The Social Network of my kids

Of course, after I post about this blog being more jour­nal and less soap­box, I have an idea that war­rants a seri­ous look and a blog post. The idea mor­phed in the few hours I pon­dered it yes­ter­day, start­ing out as a con­cept for a kid’s social net­work gov­erned by the social net­work of the par­ents and turn­ing into a more philo­soph­i­cal con­cept of what my (one day) kids will think of the social net­works I am so deeply inter­twined with.

The orig­i­nal idea was this: What if there was a social net­work that was built with fam­ily struc­ture in mind. So if I, John Lith­gow, and Charles Bron­son were all par­ents and were marked as friends on the social net­work, then our kids (all Juniors, respec­tively) would then be able to inter­act on the net­work as well. It’s sort of the idea of a play­group taken into the realm of the social net­work. Ide­ally the parental involve­ment would end at set­ting bor­ders and lim­its as to who their child(ren) can inter­act with, but not such that they are noti­fied of every action taken by the child.

It’s an inter­est­ing con­cept and one which kept my mind churn­ing for a while last night. Social net­works are built for the now, even Facebook’s attempts to iden­tify and build social maps with users defin­ing how they know each other, is still a fairly fee­ble setup com­pared to what could be done.

So this idea mor­phed more into the con­cept of ask­ing, what will the social net­works of the next gen­er­a­tion look like? Will par­ents and kids inter­act on the same social net­work? Will par­ents be shunned from their kids pro­files, as par­ents are not exactly wanted when the kids get together and hang out? Or really will large fam­i­lies (like mine) begin their own social networks?

My dad isn’t on Face­book, though he has been using online dat­ing recently. But I have sev­eral friends who are heavy Inter­net users and their kids will soon be old enough to do their own share of inter­net using, will they be fol­low­ers of each other on Twit­ter? Will the kids block the par­ents for an attempt at online pri­vacy? The alter­na­tive is also that the kids will embrace the open­ness and sim­ply accept that par­ents find out about mis­deeds which get shared, and thus they accept penal­ties with­out much sur­prise. Or, the flip­side is that the chil­dren will be shut out of these social net­works and seek out ones that their par­ents aren’t present on, thus putting a surge into the smaller net­works as the kids seek refuge from their par­ents’ ear.

Will Face­book look the same in a decade? Will it even exist? Not if it can’t begin turn­ing seri­ous profit. What about Twit­ter? Will it fade out as smart phones become more per­va­sive and things like Tum­blr or other miniblog plat­forms really take off? We’ll have to wait and see.

Discussion

  1. Webb says:

    Bril­liant. You could make a mil­lion dollars.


**What the exercise asks**
Each line in the listing below that holds "Tags" should be counted; reply with that number only.
Dataset excerpts Start Marker
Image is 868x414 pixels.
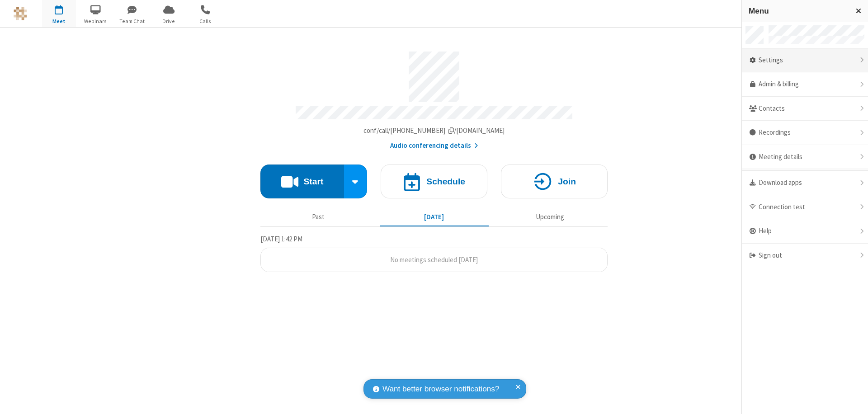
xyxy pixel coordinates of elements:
[344,165,367,198] div: Start conference options
[152,17,185,25] span: Drive
[363,126,505,136] button: Copy my meeting room linkCopy my meeting room link
[390,255,478,264] span: No meetings scheduled [DATE]
[42,17,76,25] span: Meet
[741,219,868,244] div: Help
[741,48,868,72] div: Settings
[748,7,847,16] h3: Menu
[379,209,489,226] button: [DATE]
[741,121,868,145] div: Recordings
[303,178,323,185] h4: Start
[380,165,487,198] button: Schedule
[426,178,465,185] h4: Schedule
[741,72,868,97] a: Admin & billing
[189,17,222,25] span: Calls
[741,171,868,195] div: Download apps
[558,178,576,185] h4: Join
[741,97,868,121] div: Contacts
[741,244,868,267] div: Sign out
[78,17,113,25] span: Webinars
[260,234,608,273] section: Today's Meetings
[741,145,868,170] div: Meeting details
[383,384,499,395] span: Want better browser notifications?
[496,209,604,226] button: Upcoming
[390,141,478,151] button: Audio conferencing details
[14,7,27,21] img: QA Selenium DO NOT DELETE OR CHANGE
[845,391,861,408] iframe: Chat
[116,17,149,25] span: Team Chat
[260,165,344,198] button: Start
[260,235,303,243] span: [DATE] 1:42 PM
[741,195,868,220] div: Connection test
[501,165,608,198] button: Join
[264,209,373,226] button: Past
[363,126,505,135] span: Copy my meeting room link
[260,45,608,151] section: Account details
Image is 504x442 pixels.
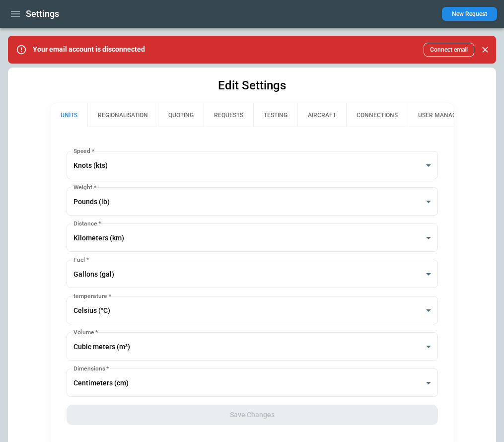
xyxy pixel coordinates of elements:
[50,103,88,127] button: UNITS
[74,219,101,228] label: Distance
[74,328,98,336] label: Volume
[253,103,297,127] button: TESTING
[74,291,111,300] label: temperature
[26,8,59,20] h1: Settings
[88,103,158,127] button: REGIONALISATION
[33,46,145,54] p: Your email account is disconnected
[218,78,286,94] h1: Edit Settings
[74,147,94,155] label: Speed
[66,332,438,360] div: Cubic meters (m³)
[478,43,492,56] button: Close
[204,103,253,127] button: REQUESTS
[74,255,89,263] label: Fuel
[66,151,438,179] div: Knots (kts)
[407,103,487,127] button: USER MANAGEMENT
[66,368,438,396] div: Centimeters (cm)
[297,103,346,127] button: AIRCRAFT
[74,363,108,372] label: Dimensions
[66,295,438,324] div: Celsius (°C)
[74,183,96,191] label: Weight
[442,7,497,21] button: New Request
[478,39,492,60] div: dismiss
[423,43,474,56] button: Connect email
[66,223,438,252] div: Kilometers (km)
[158,103,204,127] button: QUOTING
[346,103,407,127] button: CONNECTIONS
[66,260,438,288] div: Gallons (gal)
[66,187,438,215] div: Pounds (lb)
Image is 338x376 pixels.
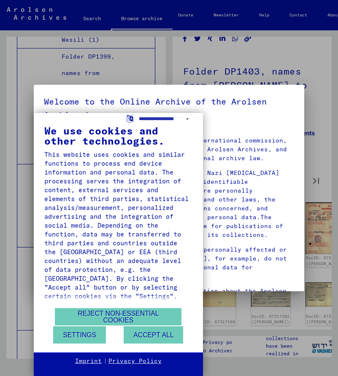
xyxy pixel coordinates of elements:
a: Privacy Policy [108,357,161,366]
button: Settings [53,326,106,344]
button: Reject non-essential cookies [55,308,181,325]
button: Accept all [124,326,183,344]
a: Imprint [75,357,102,366]
div: This website uses cookies and similar functions to process end device information and personal da... [44,150,192,345]
div: We use cookies and other technologies. [44,126,192,146]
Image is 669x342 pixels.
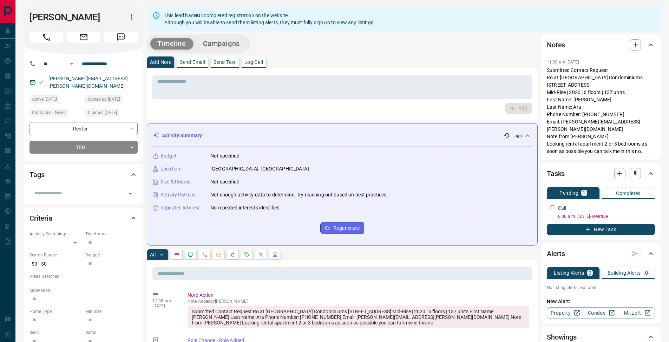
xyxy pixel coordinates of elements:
p: New Alert: [547,298,655,305]
svg: Email Valid [39,80,44,85]
p: Note Added by [PERSON_NAME] [187,299,529,304]
svg: Emails [216,252,222,258]
h2: Notes [547,39,565,51]
div: Tags [29,166,138,183]
div: Tasks [547,165,655,182]
a: Mr.Loft [619,308,655,319]
p: Timeframe: [85,231,138,237]
svg: Opportunities [258,252,264,258]
p: Not enough activity data to determine. Try reaching out based on best practices. [210,191,388,199]
div: Criteria [29,210,138,227]
p: 0 [588,271,591,276]
p: No listing alerts available [547,285,655,291]
span: Call [29,32,63,43]
button: Open [125,189,135,199]
svg: Notes [174,252,179,258]
p: Not specified [210,152,239,160]
p: 11:38 am [152,299,177,304]
p: Call [558,205,566,212]
p: Completed [616,191,641,196]
p: 0 [645,271,648,276]
span: Email [67,32,100,43]
button: Timeline [150,38,193,49]
p: Areas Searched: [29,273,138,280]
p: 6:00 a.m. [DATE] - Overdue [558,213,655,220]
svg: Requests [244,252,250,258]
h2: Alerts [547,248,565,259]
span: Message [104,32,138,43]
p: Budget [160,152,177,160]
strong: NOT [193,13,204,18]
p: Search Range: [29,252,82,258]
p: Activity Pattern [160,191,195,199]
a: Property [547,308,583,319]
a: [PERSON_NAME][EMAIL_ADDRESS][PERSON_NAME][DOMAIN_NAME] [48,76,128,89]
p: Home Type: [29,309,82,315]
a: Condos [582,308,619,319]
div: Notes [547,37,655,53]
p: Add Note [150,60,171,65]
button: New Task [547,224,655,235]
h2: Criteria [29,213,52,224]
span: Signed up [DATE] [88,96,120,103]
p: Repeated Interest [160,204,200,212]
h2: Tags [29,169,44,180]
div: Wed Sep 10 2025 [85,109,138,119]
button: Campaigns [196,38,247,49]
p: Activity Summary [162,132,202,139]
p: Location [160,165,180,173]
div: Submitted Contact Request Ro at [GEOGRAPHIC_DATA] Condominiums [STREET_ADDRESS] Mid-Rise | 2020 |... [187,306,529,329]
div: Wed Sep 10 2025 [85,95,138,105]
span: Contacted - Never [32,109,66,116]
div: Activity Summary-- ago [153,129,531,142]
p: Send Email [180,60,205,65]
span: Active [DATE] [32,96,57,103]
div: Renter [29,122,138,135]
button: Regenerate [320,222,364,234]
span: Claimed [DATE] [88,109,117,116]
p: Baths: [85,330,138,336]
p: All [150,252,156,257]
p: No repeated interests identified [210,204,279,212]
div: This lead has completed registration on the website. Although you will be able to send them listi... [164,9,373,29]
p: Motivation: [29,288,138,294]
p: 1 [582,191,585,196]
p: Submitted Contact Request Ro at [GEOGRAPHIC_DATA] Condominiums [STREET_ADDRESS] Mid-Rise | 2020 |... [547,67,655,155]
p: 11:38 am [DATE] [547,60,579,65]
p: Note Action [187,292,529,299]
p: Budget: [85,252,138,258]
p: [DATE] [152,304,177,309]
svg: Lead Browsing Activity [188,252,193,258]
p: -- ago [511,133,522,139]
p: $0 - $0 [29,258,82,270]
h1: [PERSON_NAME] [29,12,115,23]
h2: Tasks [547,168,564,179]
p: Pending [559,191,578,196]
p: Not specified [210,178,239,186]
p: Building Alerts [607,271,641,276]
svg: Listing Alerts [230,252,236,258]
p: Actively Searching: [29,231,82,237]
div: TBD [29,141,138,154]
p: Log Call [244,60,263,65]
div: Alerts [547,245,655,262]
div: Wed Sep 10 2025 [29,95,82,105]
svg: Agent Actions [272,252,278,258]
p: [GEOGRAPHIC_DATA], [GEOGRAPHIC_DATA] [210,165,309,173]
p: Send Text [213,60,236,65]
p: Listing Alerts [554,271,584,276]
p: Min Size: [85,309,138,315]
p: Size & Rooms [160,178,191,186]
svg: Calls [202,252,207,258]
p: Beds: [29,330,82,336]
button: Open [67,60,76,68]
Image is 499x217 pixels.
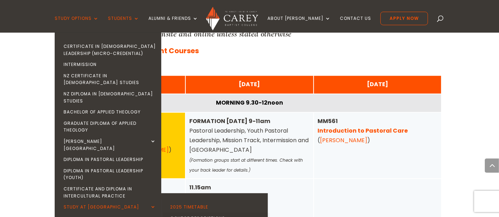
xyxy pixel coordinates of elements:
[56,118,163,136] a: Graduate Diploma of Applied Theology
[320,136,367,144] a: [PERSON_NAME]
[56,41,163,59] a: Certificate in [DEMOGRAPHIC_DATA] Leadership (Micro-credential)
[58,46,441,65] p: [DATE] – [DATE]
[55,16,99,33] a: Study Options
[267,16,331,33] a: About [PERSON_NAME]
[56,202,163,213] a: Study at [GEOGRAPHIC_DATA]
[189,183,310,212] div: Chapel
[206,7,258,31] img: Carey Baptist College
[317,80,438,89] div: [DATE]
[58,29,291,39] em: All courses are available both onsite and online unless stated otherwise
[148,16,198,33] a: Alumni & Friends
[163,202,269,213] a: 2025 Timetable
[56,184,163,202] a: Certificate and Diploma in Intercultural Practice
[189,117,270,125] strong: FORMATION [DATE] 9-11am
[56,107,163,118] a: Bachelor of Applied Theology
[216,99,283,107] strong: MORNING 9.30-12noon
[189,184,211,192] strong: 11.15am
[56,136,163,154] a: [PERSON_NAME][GEOGRAPHIC_DATA]
[56,154,163,165] a: Diploma in Pastoral Leadership
[340,16,371,33] a: Contact Us
[56,59,163,70] a: Intermission
[56,70,163,88] a: NZ Certificate in [DEMOGRAPHIC_DATA] Studies
[317,117,408,135] strong: MM561
[189,80,310,89] div: [DATE]
[317,116,438,146] div: ( )
[56,165,163,184] a: Diploma in Pastoral Leadership (Youth)
[56,88,163,107] a: NZ Diploma in [DEMOGRAPHIC_DATA] Studies
[189,116,310,175] div: Pastoral Leadership, Youth Pastoral Leadership, Mission Track, Intermission and [GEOGRAPHIC_DATA]
[108,16,139,33] a: Students
[380,12,428,25] a: Apply Now
[189,157,303,173] em: (Formation groups start at different times. Check with your track leader for details.)
[317,127,408,135] a: Introduction to Pastoral Care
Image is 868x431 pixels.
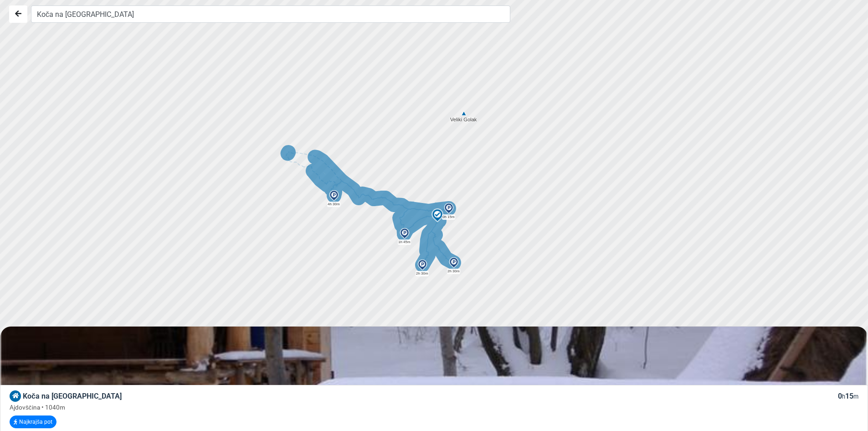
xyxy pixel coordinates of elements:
[9,415,57,428] button: Najkrajša pot
[9,6,28,23] button: Nazaj
[23,391,121,401] span: Koča na [GEOGRAPHIC_DATA]
[838,391,859,401] span: 0 15
[9,403,859,412] div: Ajdovščina • 1040m
[853,393,859,400] small: m
[31,6,511,23] input: Iskanje...
[842,393,845,400] small: h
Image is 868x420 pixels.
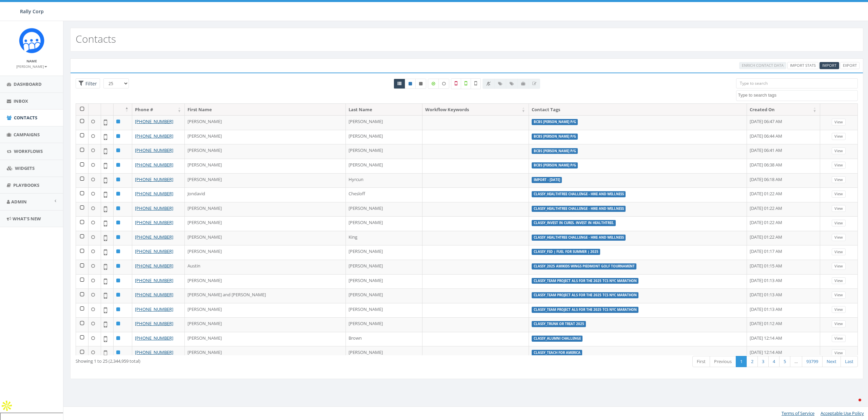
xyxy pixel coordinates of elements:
a: [PHONE_NUMBER] [135,147,173,153]
a: Next [822,356,841,367]
label: Import - [DATE] [532,177,562,183]
a: View [832,306,846,313]
td: [PERSON_NAME] [346,216,422,231]
span: Advance Filter [75,78,100,89]
a: View [832,119,846,126]
td: [DATE] 01:13 AM [747,289,820,303]
td: [PERSON_NAME] [185,303,346,317]
td: [PERSON_NAME] [185,317,346,332]
td: [PERSON_NAME] [346,144,422,159]
a: View [832,133,846,140]
th: Phone #: activate to sort column ascending [132,104,185,115]
td: Jondavid [185,188,346,202]
td: [PERSON_NAME] [346,346,422,361]
a: View [832,320,846,327]
a: First [693,356,710,367]
th: First Name [185,104,346,115]
span: Dashboard [13,81,42,87]
a: View [832,161,846,169]
td: [PERSON_NAME] [346,317,422,332]
span: Rally Corp [20,8,44,14]
td: [PERSON_NAME] [185,332,346,346]
label: Not a Mobile [451,78,461,89]
td: [PERSON_NAME] [185,115,346,130]
td: [DATE] 06:38 AM [747,159,820,173]
a: Opted Out [415,79,426,89]
a: [PHONE_NUMBER] [135,205,173,211]
td: [PERSON_NAME] [185,231,346,245]
span: What's New [13,216,41,222]
span: Campaigns [13,131,39,138]
td: [PERSON_NAME] [346,303,422,317]
a: Import Stats [788,62,819,69]
span: Admin [11,199,27,205]
td: [DATE] 01:17 AM [747,245,820,260]
td: [DATE] 06:47 AM [747,115,820,130]
td: [PERSON_NAME] [185,159,346,173]
td: [PERSON_NAME] [185,245,346,260]
a: Export [840,62,860,69]
span: Workflows [14,148,43,154]
label: classy_Trunk or Treat 2025 [532,321,586,327]
i: This phone number is subscribed and will receive texts. [408,82,412,86]
small: Name [27,59,37,63]
a: [PHONE_NUMBER] [135,335,173,341]
i: This phone number is unsubscribed and has opted-out of all texts. [419,82,422,86]
label: classy_FSD | Fuel for Summer | 2025 [532,249,600,255]
td: [PERSON_NAME] [346,159,422,173]
label: classy_Alumni Challenge [532,336,583,342]
h2: Contacts [75,33,116,44]
a: … [790,356,803,367]
span: Contacts [14,115,37,121]
a: [PHONE_NUMBER] [135,320,173,326]
a: [PHONE_NUMBER] [135,262,173,269]
a: View [832,190,846,198]
a: Last [841,356,858,367]
td: [PERSON_NAME] [185,144,346,159]
a: [PHONE_NUMBER] [135,306,173,312]
label: classy_Team Project ALS for the 2025 TCS NYC Marathon [532,292,639,298]
td: Chesloff [346,188,422,202]
td: Brown [346,332,422,346]
a: View [832,262,846,270]
iframe: Intercom live chat [845,397,861,413]
th: Workflow Keywords: activate to sort column ascending [422,104,529,115]
a: 2 [746,356,758,367]
td: Hyrcun [346,173,422,188]
label: classy_HealthTree Challenge - Hike and Wellness [532,206,626,212]
td: [PERSON_NAME] [185,216,346,231]
a: View [832,205,846,212]
a: [PERSON_NAME] [16,63,47,69]
label: BCBS [PERSON_NAME] P/G [532,119,578,125]
td: [DATE] 01:13 AM [747,274,820,289]
label: classy_Teach For America [532,350,583,356]
div: Showing 1 to 25 (2,344,959 total) [75,355,396,365]
a: All contacts [393,79,405,89]
a: View [832,148,846,155]
td: [DATE] 06:41 AM [747,144,820,159]
a: 93799 [802,356,822,367]
a: View [832,249,846,256]
label: classy_HealthTree Challenge - Hike and Wellness [532,191,626,198]
td: [PERSON_NAME] [346,274,422,289]
label: Validated [461,78,471,89]
th: Last Name [346,104,422,115]
textarea: Search [738,92,858,98]
td: [DATE] 12:14 AM [747,332,820,346]
a: 1 [736,356,747,367]
td: [DATE] 01:22 AM [747,216,820,231]
a: Import [820,62,839,69]
td: [DATE] 12:14 AM [747,346,820,361]
td: [PERSON_NAME] [185,130,346,144]
label: classy_HealthTree Challenge - Hike and Wellness [532,235,626,241]
td: [PERSON_NAME] [346,245,422,260]
a: [PHONE_NUMBER] [135,219,173,225]
a: 5 [779,356,790,367]
a: Active [405,79,416,89]
td: King [346,231,422,245]
a: View [832,220,846,227]
td: [DATE] 01:22 AM [747,188,820,202]
span: Playbooks [13,182,39,188]
label: Data not Enriched [438,79,450,89]
input: Type to search [736,78,858,88]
Dataset excerpts End Marker
**Written solution**
2